Stable release |
3.5.0 / August 10, 2017
|
---|---|
Repository | github |
Development status | Active |
Written in | Java |
Operating system | Cross-platform |
Type | Software testing framework for web applications |
License | Apache License 2.0 |
Website | www |
Selenium is a portable software-testing framework for web applications. Selenium provides a record/playback tool for authoring tests without the need to learn a test scripting language (Selenium IDE). It also provides a test domain-specific language (Selenese) to write tests in a number of popular programming languages, including C#, Groovy, Java, Perl, PHP, Python, Ruby and Scala. The tests can then run against most modern web browsers. Selenium deploys on Windows, Linux, and OS X platforms. It is open-source software, released under the Apache 2.0 license: web developers can download and use it without charge.
Selenium was originally developed by Jason Huggins in 2004 as an internal tool at ThoughtWorks. Huggins was later joined by other programmers and testers at ThoughtWorks, before Paul Hammant joined the team and steered the development of the second mode of operation that would later become "Selenium Remote Control" (RC). The tool was open sourced that year.
In 2005 Dan Fabulich and Nelson Sproul (with help from Pat Lightbody) made an offer to accept a series of patches that would transform Selenium-RC into what it became best known for. In the same meeting, the steering of Selenium as a project would continue as a committee, with Huggins and Hammant being the ThoughtWorks representatives.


- **Problem statement**: Output only the lines below from the one containing "Select girl with a bounding box." to the one containing "Given this 768", exactly as written, both ends kept.

- **Saved entries**:
Segment Open

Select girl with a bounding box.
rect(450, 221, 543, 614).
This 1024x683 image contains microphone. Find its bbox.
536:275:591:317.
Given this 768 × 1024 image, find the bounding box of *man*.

Segment Closed
Segment Open

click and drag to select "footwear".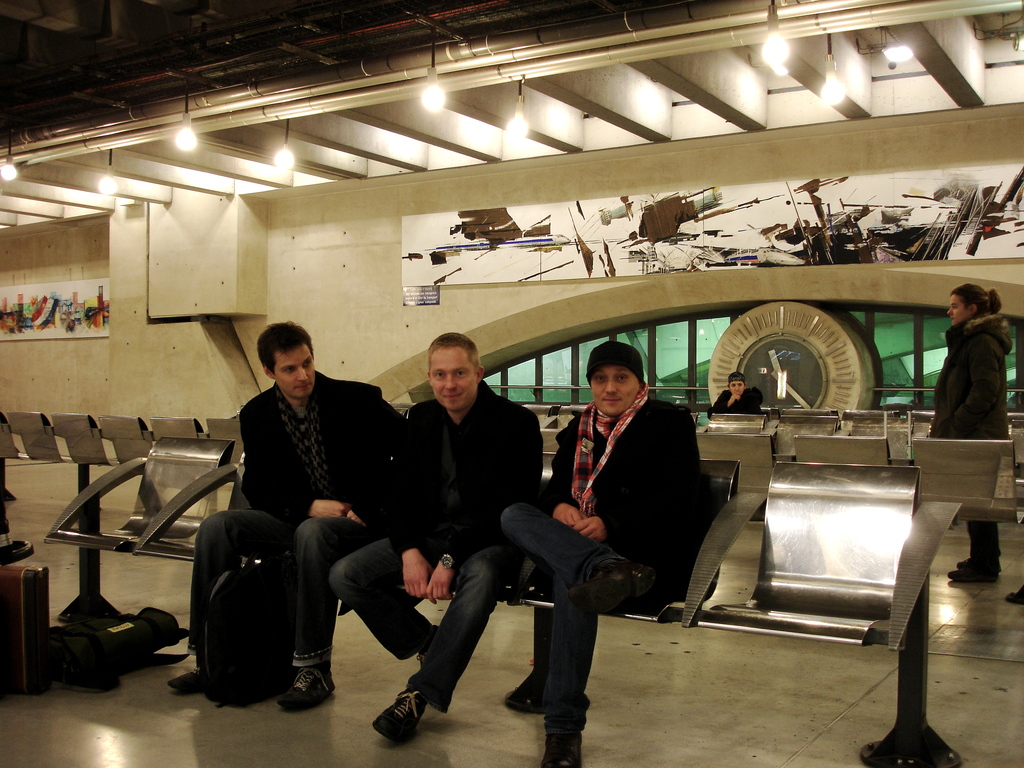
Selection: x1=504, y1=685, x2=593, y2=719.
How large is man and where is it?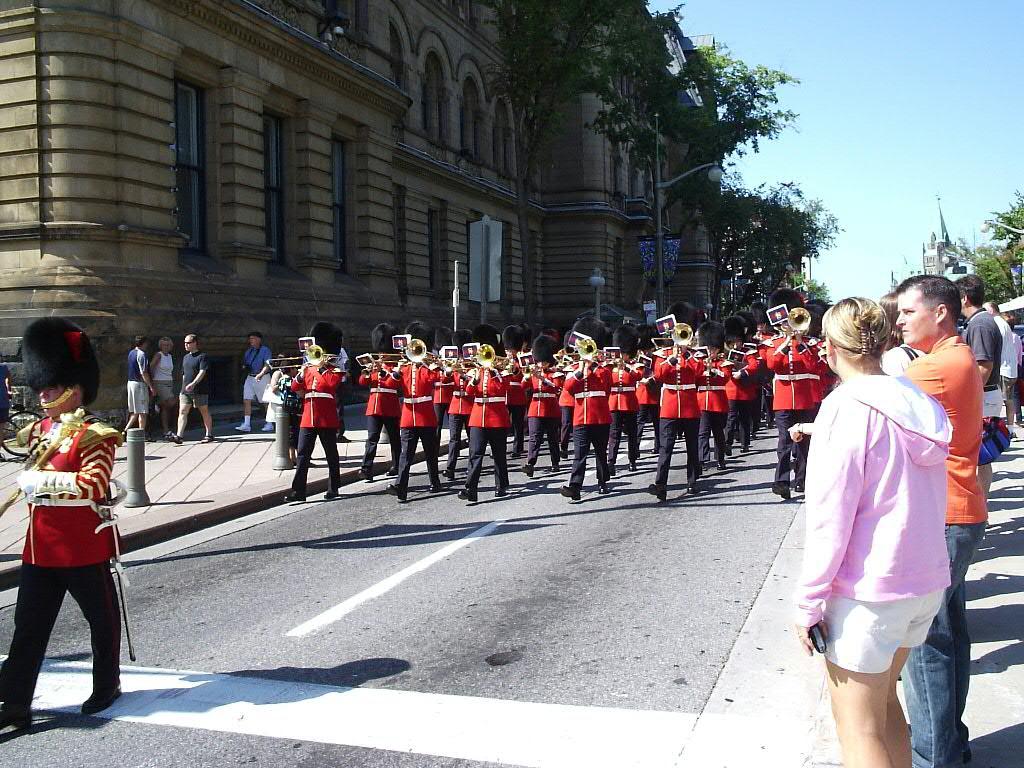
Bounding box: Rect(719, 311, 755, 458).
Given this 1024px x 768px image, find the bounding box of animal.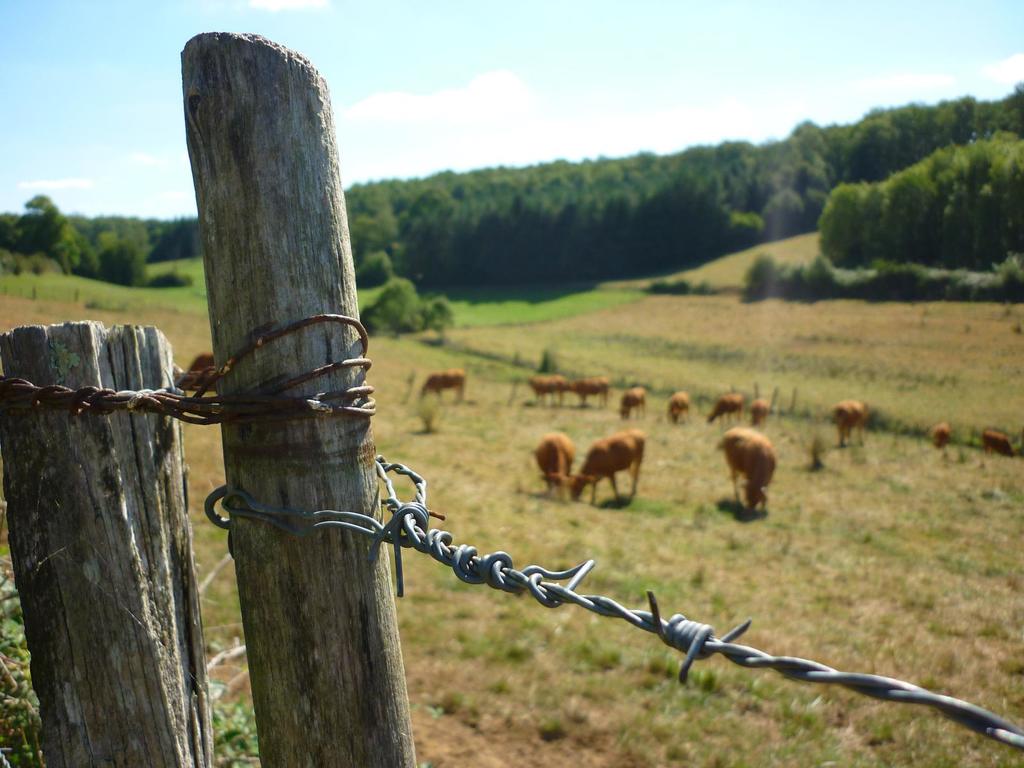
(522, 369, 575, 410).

Segment Closed
Segment Open

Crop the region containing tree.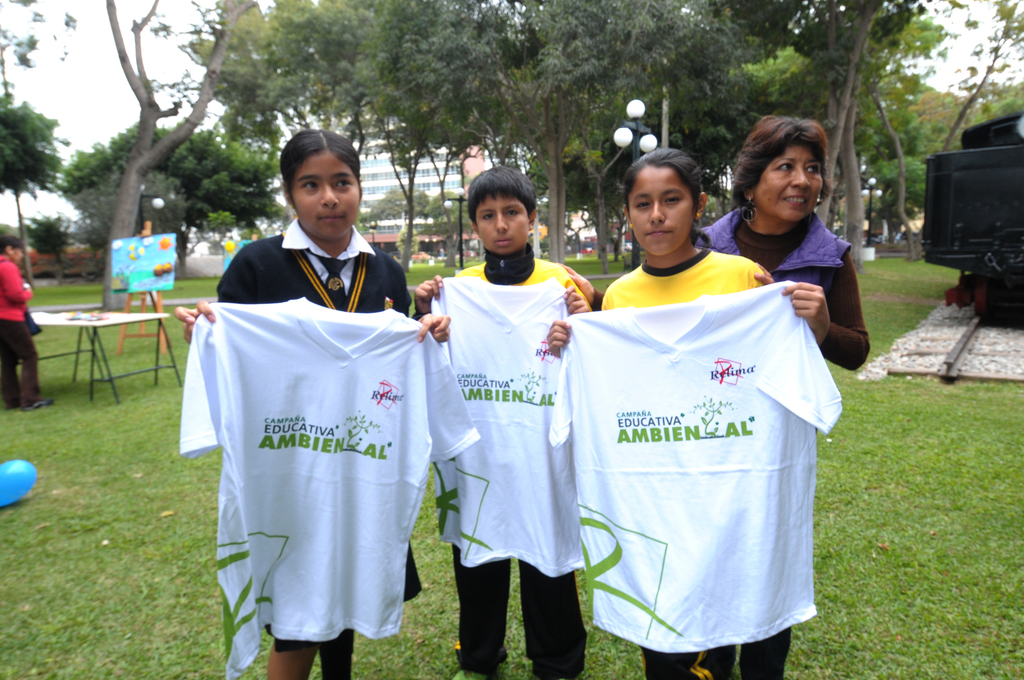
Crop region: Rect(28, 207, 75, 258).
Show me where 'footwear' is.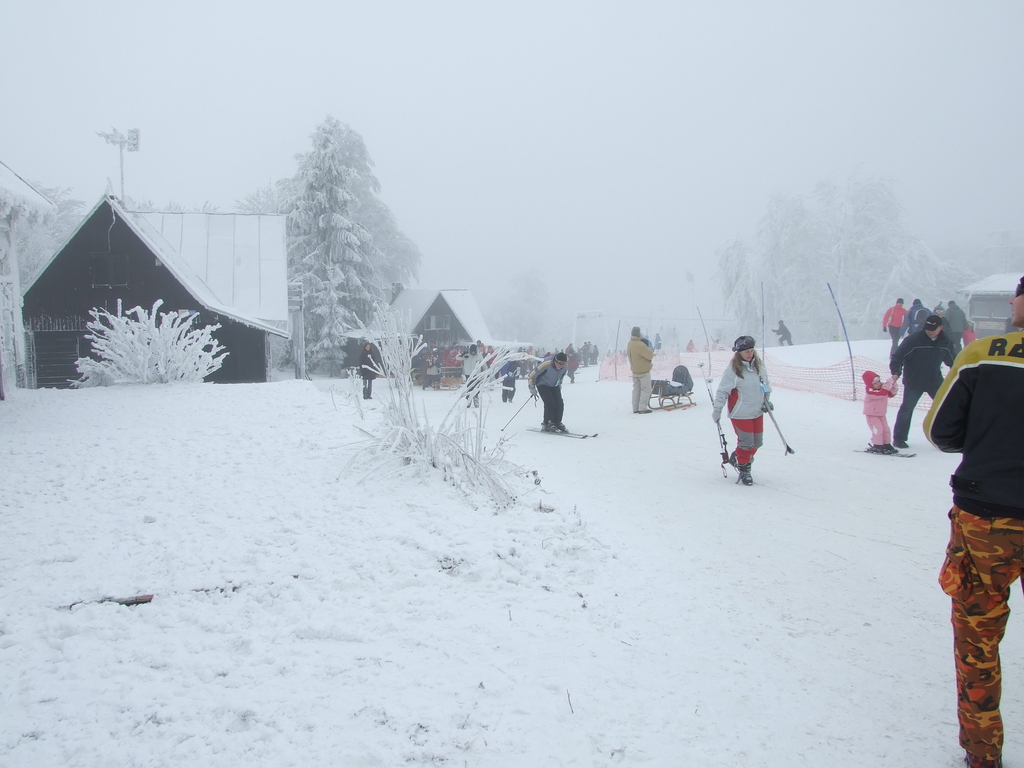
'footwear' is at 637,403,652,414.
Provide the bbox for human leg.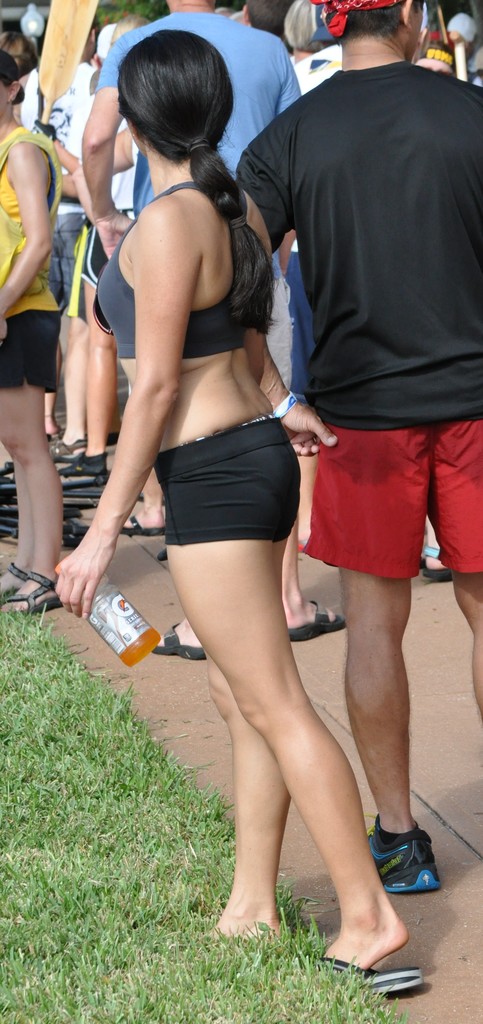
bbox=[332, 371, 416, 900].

Segment Closed

- **The completed task**:
Select girl with a bounding box.
rect(450, 221, 543, 614).
This 1024x683 image contains microphone. Find its bbox.
536:275:591:317.
Given this 768 × 1024 image, find the bounding box of *man*.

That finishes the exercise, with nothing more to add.